Christians Everywhere Are Blissfully Unaware Their Christmas Trees Are Totally Pagan
Christmas stole many pagan traditions including decorated trees, holly, caroling, wreaths, mistletoe, and gift-giving.

Local Evangelical Christopher Bradshaw is now a three-time winner of his neighborhood’s annual Christmas Tree Competition for Best-In-Show, and he spent the morning looking at his Christmas tree making some last-minute ornament rearrangements to improve the tree’s glow.
“I just love Christmas, and the reminder that Baby Jesus came to the world on this day to free mankind from the torment of Hell,” Bradshaw explained. “And there’s no part I love more than having a big Christmas tree lighting up my living room. My family growing up only kept a small tree, and I promised myself that, when I had my own place and my own family, I would have the best, most beautiful Christmas tree in the whole town, and that’s a promise I have kept.”
On the mantle above the Bradshaw family’s fireplace was a display of the three Christmas tree trophies the family had won.

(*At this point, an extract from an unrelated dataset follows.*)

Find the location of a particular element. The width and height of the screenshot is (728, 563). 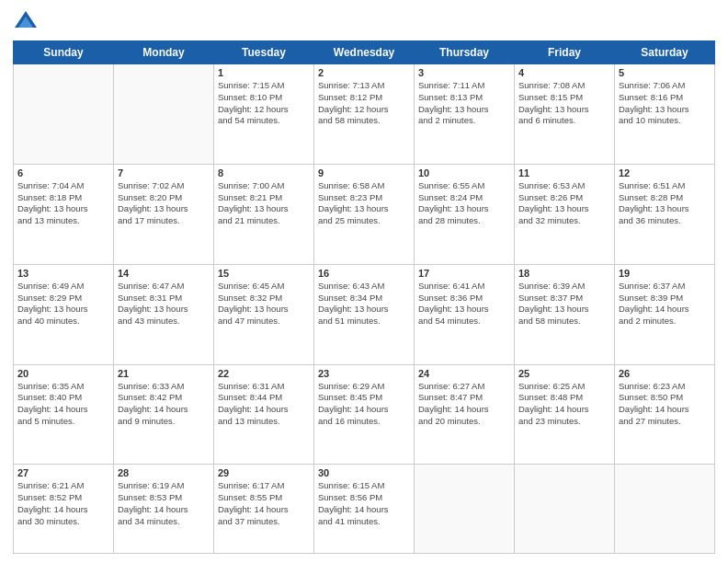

“I just love how Christian this tradition is, and how it’s totally reverent to God, the Virgin Mary, Joseph, the Three Wise Men, and of Christianity in general. Yep, there is certainly nothing pagan about Christmas trees. Nothing pagan at all! There’s just no way the symbolism of contemporary Christians bringing a giant tree into the house had anything to do with, say, ancient Egyptians using green palms to worship Ra, or ancient Romans using fir trees to celebrate Saturnalia, or pagan Germans and Scandinavian Vikings in the single-digit centuries worshipping Thor and other deities via oak trees— no way! Christmas trees are totally an original Christian concept created solely for reverence toward Jesus. Definitely not some kind of convenient appropriation of pagan rituals revolving around the end of the farming season at the seasonal winter solstice that were utilized to convert them to Christianity by mutually celebrating comfortably familiar customs the pagans already had. No siree! And I’m sure the whole tradition of gift-giving has nothing to do with the Roman one of giving gifts during their December Saturnalia, or the gift-giving of the Germanic tribes in the north. I bet the gift-giving character of Santa Claus has no pagan predecessor either. Nope, definitely no relation to something like the Norse god Odin dispensing gifts to children on his 8-legged horse Sleipnir, who the children would leave carrots and hay for in their boots by the chimney in exchange for candy. And I don’t believe for a second that all our Christmas carols have their roots in paganism thanks to villagers going into the forest to sing songs to wake up the sleeping trees to induce the end of winter and give a bountiful spring harvest. Or Anglo-Saxons going from house to house exchanging alcoholic drinks for money. And I love putting mistletoe up in my house, and there’s no way I’ll ever believe that mistletoe had great significance for fertility, love, and peace in the pre-Christian world ranging from Rome all the way to the Norse druids and Celts. And I always make sure to put up holly and wreaths on all my doors the day after Thanksgiving. There’s no way that’s a custom that was appropriated from Rome’s Saturnalia! Yep, Christmas must be the most original holiday of the year. Totally sui generis! Now, if you’ll excuse me, me and my family are going to go eat a yule log. I don’t know where the word ‘yule’ comes from, but I bet it’s not pagan at all!”
Congratulations on another award-winning Christmas tree, Chris.